Here. A taste:
The book is a pleasure to read, its often surprising conclusions supported by elegant prose and more than 1,000 footnotes. Stewart’s erudite analysis confidently rebuts the creeping campaign of Christian nationalism to “ ‘take back’ the nation and make it what it never in fact was.” The next time someone like Jerry Falwell asserts that the United States is “a Christian nation,” he’ll have to answer to “Nature’s God.’’
The United States, Stewart writes, was in fact founded by a “club of radical philosophers and their fellow travelers” who were known as deists in their day and today would be called “humanists, atheists, pantheists, freethinkers, [or] Universalists.” “America’s revolutionary deism remains an uncomfortable and underreported topic,” writes Stewart, and in his view the Revolutionary leaders — famous men like Thomas Jefferson and Benjamin Franklin, as well as “Forgotten Founding Fathers” such as Thomas Young, one of the organizers of the Boston Tea Party — are themselves partly to blame, since for the most part they veiled their religious unorthodoxy for fear of condemnation.
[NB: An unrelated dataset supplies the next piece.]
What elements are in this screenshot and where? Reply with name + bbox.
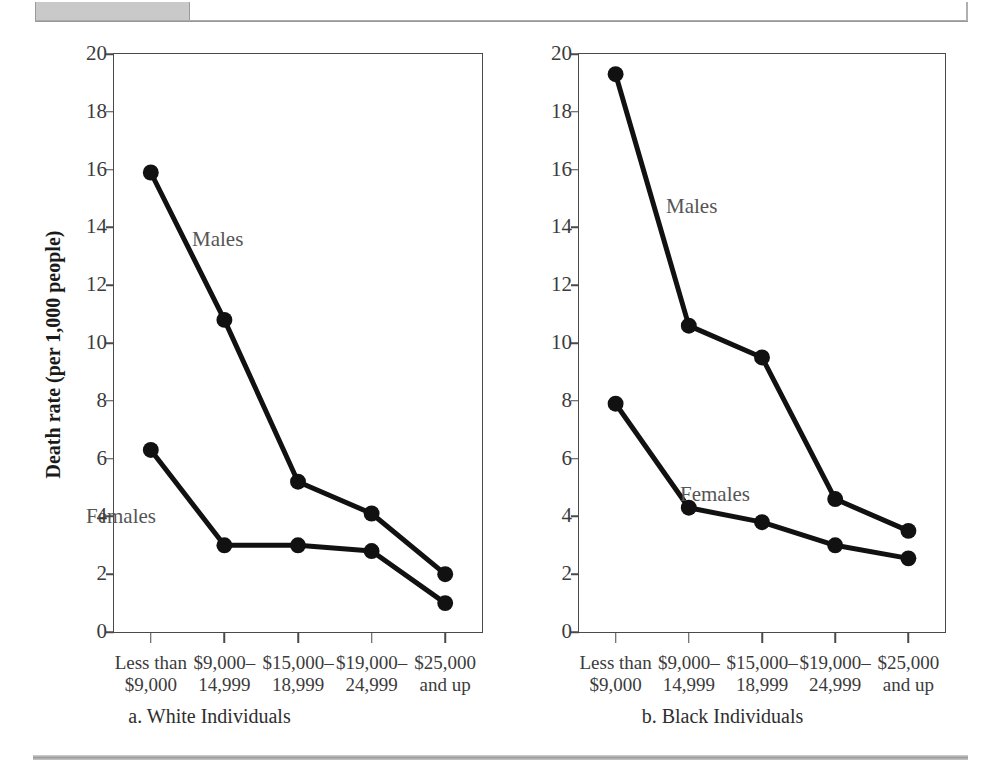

Franklin, for example, urged his friend Ezra Stiles not to “expose me to Criticism and censure” by making his deistic beliefs known. George Washington, who refused to kneel in church or to take communion, simply declined to answer when asked by clerics whether he believed in the Lord Jesus Christ. “[T]he old fox was too cunning for them,” his friend and fellow freethinker Jefferson noted approvingly.